Tea exports dropped to a 14-year low, broker data showed.
However, production in December surged by 14.7% from a year earlier, up for the second month running, the board’s data showed, having fallen for nine consecutive months through October because of severe drought, poor application of fertilisers and a Government ban on pesticides. “Mainly it is the weather that impacted production in 2016,” said Sri Lanka Tea Board Director-General S.A. Siriwardena.
Sri Lanka’s 2015 tea output fell 2.7% year-on-year to 329 million kg, missing forecasts for a second consecutive year because of heavy rains.
Tea is Sri Lanka’s top agricultural export commodity and one of the main foreign currency earners for the $82 billion economy.
Forbes & Walker Tea Brokers, in its market report, said Sri Lanka’s 2016 tea exports fell 5.9% to 288.7 million kg in 2015, while export volume plummeted to 287.2 million kg, its lowest since 2002.
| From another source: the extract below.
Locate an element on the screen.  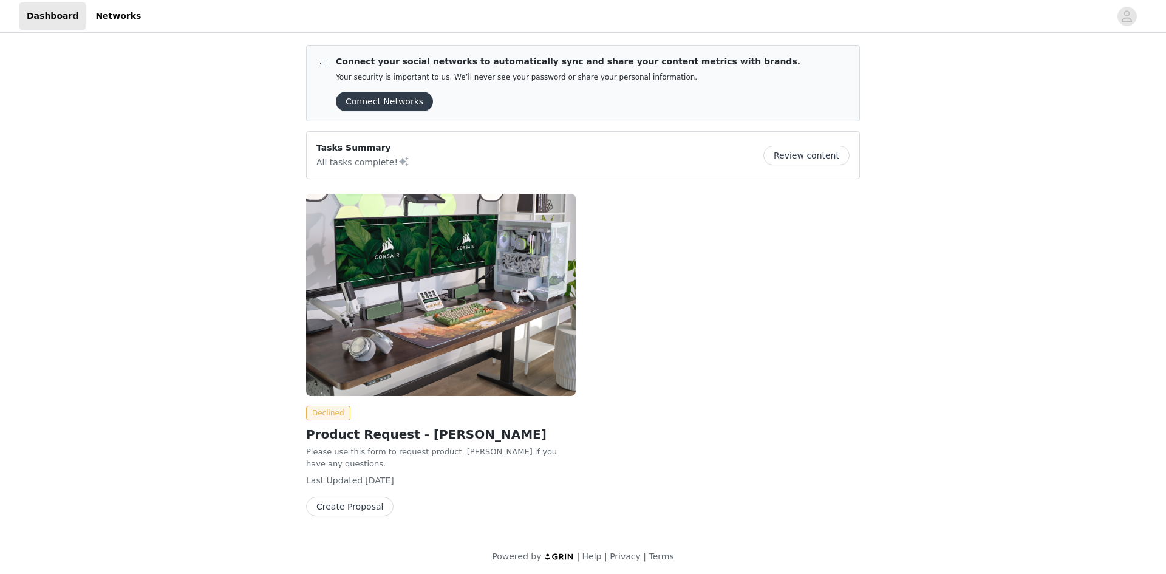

Export earnings fell 5.3% to 1.26 billion dollars in 2016 from $1.33 billion dollars in 2015. Sri Lanka recorded its highest earnings of 1.63 billion dollars in 2014.
Russia was the largest importer of Sri Lankan tea in 2016, followed by Iran and Iraq. Turkey dropped to fourth position in 2016 from second in 2015.
Export volumes to other major buyers such as United Arab Emirates, Libya, Syria and Kuwait fell significantly last year, the broker report said.